Vajra
Kan Mikami Keiji Haino Toshiaki Ishizuka
Vajra are a Japanese psychedelic rock supergroup, hewn from the collective consciousness of Fushitsusha’s Keiji Haino, folk radical Kan Mikami and percussionist Toshiaki Ishitsuka.
Arika have been creating events since 2001. The Archive is space to share the documentation of our work, over 600 events from the past 20 years. Browse the archive by event, artists and collections, explore using theme pairs, or use the index for a comprehensive overview.
Vajra are a Japanese psychedelic rock supergroup, hewn from the collective consciousness of Fushitsusha’s Keiji Haino, folk radical Kan Mikami and percussionist Toshiaki Ishitsuka.
When we look, how do we objectify the body; how can we reflect on our (self) image as a construction?
A panel exploring how to dismantle the master’s house — its material edifices and ideological architecture — and the construction of abolitionist futures in the present.
Dir. Nicolas Philibert
Documentary of La Borde clinic in France and its radical politics of experimentation, in which residents and staff reciprocate in a kind of entanglement, an opening up amongst themselves.
A Feral Choir of people who’ve never improvised with their voices before, conducted by improviser yodeller, composer Phil Minton.
An utterly deep introspection told in aching, weeping guitar lines; melodic, simple, always minimal but somehow entirely epic.
A new interpretation of Kosugi’s Catch-Wave, producing a cloud of fluctuating, hypnotic drones, in front of a backdrop of projected waves.
How black radical practices of abolition imagine a way out of the caging and mass killing of life.
Film and sound stripped of ‘content’ and experienced spatially, to be looked at not on the screen but in the space of the gallery
Three panels offering opportunities to discuss how to build stronger alliances between the sex workers’ rights, migrants rights and reproductive justice movements and how to face, together, an increasingly punitive and reactionary system.
“I am truly without faith. In a media marketplace that demands soulness, I can only offer soulnessless.”
The pieces in the programme switch between silent film/ imageless sound, but we wanted to have a think about how ideas can take up residency on either side of the sound/ image border, without having to inhabit both at the same time.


> YOUR INSTRUCTIONS
Write the records below out in full, character for character, with no pictures.

Data entries:
════════════════

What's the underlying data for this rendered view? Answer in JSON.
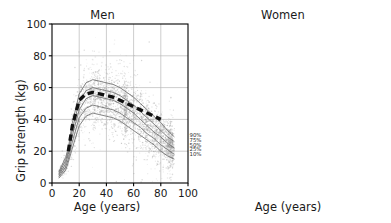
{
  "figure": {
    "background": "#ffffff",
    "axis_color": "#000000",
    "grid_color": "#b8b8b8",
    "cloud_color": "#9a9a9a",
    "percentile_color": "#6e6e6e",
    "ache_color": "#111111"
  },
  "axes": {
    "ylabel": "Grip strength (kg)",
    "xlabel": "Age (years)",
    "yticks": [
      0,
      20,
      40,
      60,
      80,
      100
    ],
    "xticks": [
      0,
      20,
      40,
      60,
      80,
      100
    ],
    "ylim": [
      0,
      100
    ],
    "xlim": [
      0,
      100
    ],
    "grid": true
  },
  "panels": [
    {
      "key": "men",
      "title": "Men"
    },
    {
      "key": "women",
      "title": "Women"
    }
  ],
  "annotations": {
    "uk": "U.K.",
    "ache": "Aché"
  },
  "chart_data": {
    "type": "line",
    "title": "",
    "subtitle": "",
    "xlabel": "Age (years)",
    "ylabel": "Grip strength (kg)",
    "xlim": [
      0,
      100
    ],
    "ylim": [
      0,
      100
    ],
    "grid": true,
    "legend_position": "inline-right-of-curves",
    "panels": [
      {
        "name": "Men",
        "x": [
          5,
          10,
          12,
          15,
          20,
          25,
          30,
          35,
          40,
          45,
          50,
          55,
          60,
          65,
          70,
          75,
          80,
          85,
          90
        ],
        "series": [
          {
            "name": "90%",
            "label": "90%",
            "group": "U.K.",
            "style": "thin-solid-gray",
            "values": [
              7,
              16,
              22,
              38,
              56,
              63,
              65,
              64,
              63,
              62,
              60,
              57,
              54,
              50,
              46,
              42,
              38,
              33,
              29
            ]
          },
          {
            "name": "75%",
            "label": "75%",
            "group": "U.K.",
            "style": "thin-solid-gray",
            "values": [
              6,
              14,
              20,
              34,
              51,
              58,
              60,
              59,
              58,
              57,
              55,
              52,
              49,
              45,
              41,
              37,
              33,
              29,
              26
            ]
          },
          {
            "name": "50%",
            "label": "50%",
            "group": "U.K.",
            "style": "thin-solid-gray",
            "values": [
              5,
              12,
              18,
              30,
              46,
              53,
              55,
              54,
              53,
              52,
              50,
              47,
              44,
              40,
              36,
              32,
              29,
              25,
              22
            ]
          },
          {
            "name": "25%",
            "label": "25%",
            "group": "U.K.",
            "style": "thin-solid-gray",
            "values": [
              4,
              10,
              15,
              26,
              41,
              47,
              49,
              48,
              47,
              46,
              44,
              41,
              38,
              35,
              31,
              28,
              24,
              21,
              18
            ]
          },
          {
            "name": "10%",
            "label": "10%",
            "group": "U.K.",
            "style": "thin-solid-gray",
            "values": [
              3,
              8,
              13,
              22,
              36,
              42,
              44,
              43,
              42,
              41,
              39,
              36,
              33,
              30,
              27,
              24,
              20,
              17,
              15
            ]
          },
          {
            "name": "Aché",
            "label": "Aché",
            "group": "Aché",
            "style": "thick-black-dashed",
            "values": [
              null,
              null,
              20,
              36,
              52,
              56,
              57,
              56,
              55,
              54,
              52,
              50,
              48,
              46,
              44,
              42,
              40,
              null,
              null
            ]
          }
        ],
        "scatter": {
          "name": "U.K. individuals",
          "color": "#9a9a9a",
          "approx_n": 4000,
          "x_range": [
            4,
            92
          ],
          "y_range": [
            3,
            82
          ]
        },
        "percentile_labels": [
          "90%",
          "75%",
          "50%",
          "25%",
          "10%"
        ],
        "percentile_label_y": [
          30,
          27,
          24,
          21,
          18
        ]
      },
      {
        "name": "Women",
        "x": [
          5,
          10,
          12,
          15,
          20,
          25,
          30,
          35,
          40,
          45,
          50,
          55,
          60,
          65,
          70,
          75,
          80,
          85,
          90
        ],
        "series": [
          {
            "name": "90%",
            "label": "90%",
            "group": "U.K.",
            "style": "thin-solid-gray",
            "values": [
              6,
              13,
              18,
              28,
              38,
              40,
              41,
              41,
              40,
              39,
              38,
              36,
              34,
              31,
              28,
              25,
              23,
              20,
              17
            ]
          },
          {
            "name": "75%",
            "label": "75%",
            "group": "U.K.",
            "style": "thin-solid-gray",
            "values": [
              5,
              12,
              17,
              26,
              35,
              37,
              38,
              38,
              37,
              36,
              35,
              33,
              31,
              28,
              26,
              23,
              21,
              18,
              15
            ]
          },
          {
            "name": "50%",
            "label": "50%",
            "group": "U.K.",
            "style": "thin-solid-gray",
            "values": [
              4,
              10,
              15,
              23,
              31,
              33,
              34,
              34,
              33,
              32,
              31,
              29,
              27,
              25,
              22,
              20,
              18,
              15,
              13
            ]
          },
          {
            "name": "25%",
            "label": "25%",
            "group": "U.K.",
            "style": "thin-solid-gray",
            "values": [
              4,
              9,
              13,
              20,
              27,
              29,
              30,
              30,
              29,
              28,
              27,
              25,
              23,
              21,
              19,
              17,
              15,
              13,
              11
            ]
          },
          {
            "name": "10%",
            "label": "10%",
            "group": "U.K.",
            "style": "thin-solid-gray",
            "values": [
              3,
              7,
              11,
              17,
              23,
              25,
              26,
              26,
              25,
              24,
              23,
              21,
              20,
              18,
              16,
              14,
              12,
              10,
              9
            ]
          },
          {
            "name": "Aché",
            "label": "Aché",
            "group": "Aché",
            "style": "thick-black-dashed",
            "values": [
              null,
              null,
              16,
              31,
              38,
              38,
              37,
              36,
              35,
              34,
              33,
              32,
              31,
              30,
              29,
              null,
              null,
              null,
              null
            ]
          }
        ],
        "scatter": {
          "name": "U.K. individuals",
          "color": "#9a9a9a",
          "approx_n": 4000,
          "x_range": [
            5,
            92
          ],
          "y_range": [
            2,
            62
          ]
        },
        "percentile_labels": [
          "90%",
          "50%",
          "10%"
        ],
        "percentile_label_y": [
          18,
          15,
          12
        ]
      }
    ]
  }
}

════════════════

> EXERCISE OUTPUT
What's the underlying data for this rendered view? Answer in JSON.
{
  "figure": {
    "background": "#ffffff",
    "axis_color": "#000000",
    "grid_color": "#b8b8b8",
    "cloud_color": "#9a9a9a",
    "percentile_color": "#6e6e6e",
    "ache_color": "#111111"
  },
  "axes": {
    "ylabel": "Grip strength (kg)",
    "xlabel": "Age (years)",
    "yticks": [
      0,
      20,
      40,
      60,
      80,
      100
    ],
    "xticks": [
      0,
      20,
      40,
      60,
      80,
      100
    ],
    "ylim": [
      0,
      100
    ],
    "xlim": [
      0,
      100
    ],
    "grid": true
  },
  "panels": [
    {
      "key": "men",
      "title": "Men"
    },
    {
      "key": "women",
      "title": "Women"
    }
  ],
  "annotations": {
    "uk": "U.K.",
    "ache": "Aché"
  },
  "chart_data": {
    "type": "line",
    "title": "",
    "subtitle": "",
    "xlabel": "Age (years)",
    "ylabel": "Grip strength (kg)",
    "xlim": [
      0,
      100
    ],
    "ylim": [
      0,
      100
    ],
    "grid": true,
    "legend_position": "inline-right-of-curves",
    "panels": [
      {
        "name": "Men",
        "x": [
          5,
          10,
          12,
          15,
          20,
          25,
          30,
          35,
          40,
          45,
          50,
          55,
          60,
          65,
          70,
          75,
          80,
          85,
          90
        ],
        "series": [
          {
            "name": "90%",
            "label": "90%",
            "group": "U.K.",
            "style": "thin-solid-gray",
            "values": [
              7,
              16,
              22,
              38,
              56,
              63,
              65,
              64,
              63,
              62,
              60,
              57,
              54,
              50,
              46,
              42,
              38,
              33,
              29
            ]
          },
          {
            "name": "75%",
            "label": "75%",
            "group": "U.K.",
            "style": "thin-solid-gray",
            "values": [
              6,
              14,
              20,
              34,
              51,
              58,
              60,
              59,
              58,
              57,
              55,
              52,
              49,
              45,
              41,
              37,
              33,
              29,
              26
            ]
          },
          {
            "name": "50%",
            "label": "50%",
            "group": "U.K.",
            "style": "thin-solid-gray",
            "values": [
              5,
              12,
              18,
              30,
              46,
              53,
              55,
              54,
              53,
              52,
              50,
              47,
              44,
              40,
              36,
              32,
              29,
              25,
              22
            ]
          },
          {
            "name": "25%",
            "label": "25%",
            "group": "U.K.",
            "style": "thin-solid-gray",
            "values": [
              4,
              10,
              15,
              26,
              41,
              47,
              49,
              48,
              47,
              46,
              44,
              41,
              38,
              35,
              31,
              28,
              24,
              21,
              18
            ]
          },
          {
            "name": "10%",
            "label": "10%",
            "group": "U.K.",
            "style": "thin-solid-gray",
            "values": [
              3,
              8,
              13,
              22,
              36,
              42,
              44,
              43,
              42,
              41,
              39,
              36,
              33,
              30,
              27,
              24,
              20,
              17,
              15
            ]
          },
          {
            "name": "Aché",
            "label": "Aché",
            "group": "Aché",
            "style": "thick-black-dashed",
            "values": [
              null,
              null,
              20,
              36,
              52,
              56,
              57,
              56,
              55,
              54,
              52,
              50,
              48,
              46,
              44,
              42,
              40,
              null,
              null
            ]
          }
        ],
        "scatter": {
          "name": "U.K. individuals",
          "color": "#9a9a9a",
          "approx_n": 4000,
          "x_range": [
            4,
            92
          ],
          "y_range": [
            3,
            82
          ]
        },
        "percentile_labels": [
          "90%",
          "75%",
          "50%",
          "25%",
          "10%"
        ],
        "percentile_label_y": [
          30,
          27,
          24,
          21,
          18
        ]
      },
      {
        "name": "Women",
        "x": [
          5,
          10,
          12,
          15,
          20,
          25,
          30,
          35,
          40,
          45,
          50,
          55,
          60,
          65,
          70,
          75,
          80,
          85,
          90
        ],
        "series": [
          {
            "name": "90%",
            "label": "90%",
            "group": "U.K.",
            "style": "thin-solid-gray",
            "values": [
              6,
              13,
              18,
              28,
              38,
              40,
              41,
              41,
              40,
              39,
              38,
              36,
              34,
              31,
              28,
              25,
              23,
              20,
              17
            ]
          },
          {
            "name": "75%",
            "label": "75%",
            "group": "U.K.",
            "style": "thin-solid-gray",
            "values": [
              5,
              12,
              17,
              26,
              35,
              37,
              38,
              38,
              37,
              36,
              35,
              33,
              31,
              28,
              26,
              23,
              21,
              18,
              15
            ]
          },
          {
            "name": "50%",
            "label": "50%",
            "group": "U.K.",
            "style": "thin-solid-gray",
            "values": [
              4,
              10,
              15,
              23,
              31,
              33,
              34,
              34,
              33,
              32,
              31,
              29,
              27,
              25,
              22,
              20,
              18,
              15,
              13
            ]
          },
          {
            "name": "25%",
            "label": "25%",
            "group": "U.K.",
            "style": "thin-solid-gray",
            "values": [
              4,
              9,
              13,
              20,
              27,
              29,
              30,
              30,
              29,
              28,
              27,
              25,
              23,
              21,
              19,
              17,
              15,
              13,
              11
            ]
          },
          {
            "name": "10%",
            "label": "10%",
            "group": "U.K.",
            "style": "thin-solid-gray",
            "values": [
              3,
              7,
              11,
              17,
              23,
              25,
              26,
              26,
              25,
              24,
              23,
              21,
              20,
              18,
              16,
              14,
              12,
              10,
              9
            ]
          },
          {
            "name": "Aché",
            "label": "Aché",
            "group": "Aché",
            "style": "thick-black-dashed",
            "values": [
              null,
              null,
              16,
              31,
              38,
              38,
              37,
              36,
              35,
              34,
              33,
              32,
              31,
              30,
              29,
              null,
              null,
              null,
              null
            ]
          }
        ],
        "scatter": {
          "name": "U.K. individuals",
          "color": "#9a9a9a",
          "approx_n": 4000,
          "x_range": [
            5,
            92
          ],
          "y_range": [
            2,
            62
          ]
        },
        "percentile_labels": [
          "90%",
          "50%",
          "10%"
        ],
        "percentile_label_y": [
          18,
          15,
          12
        ]
      }
    ]
  }
}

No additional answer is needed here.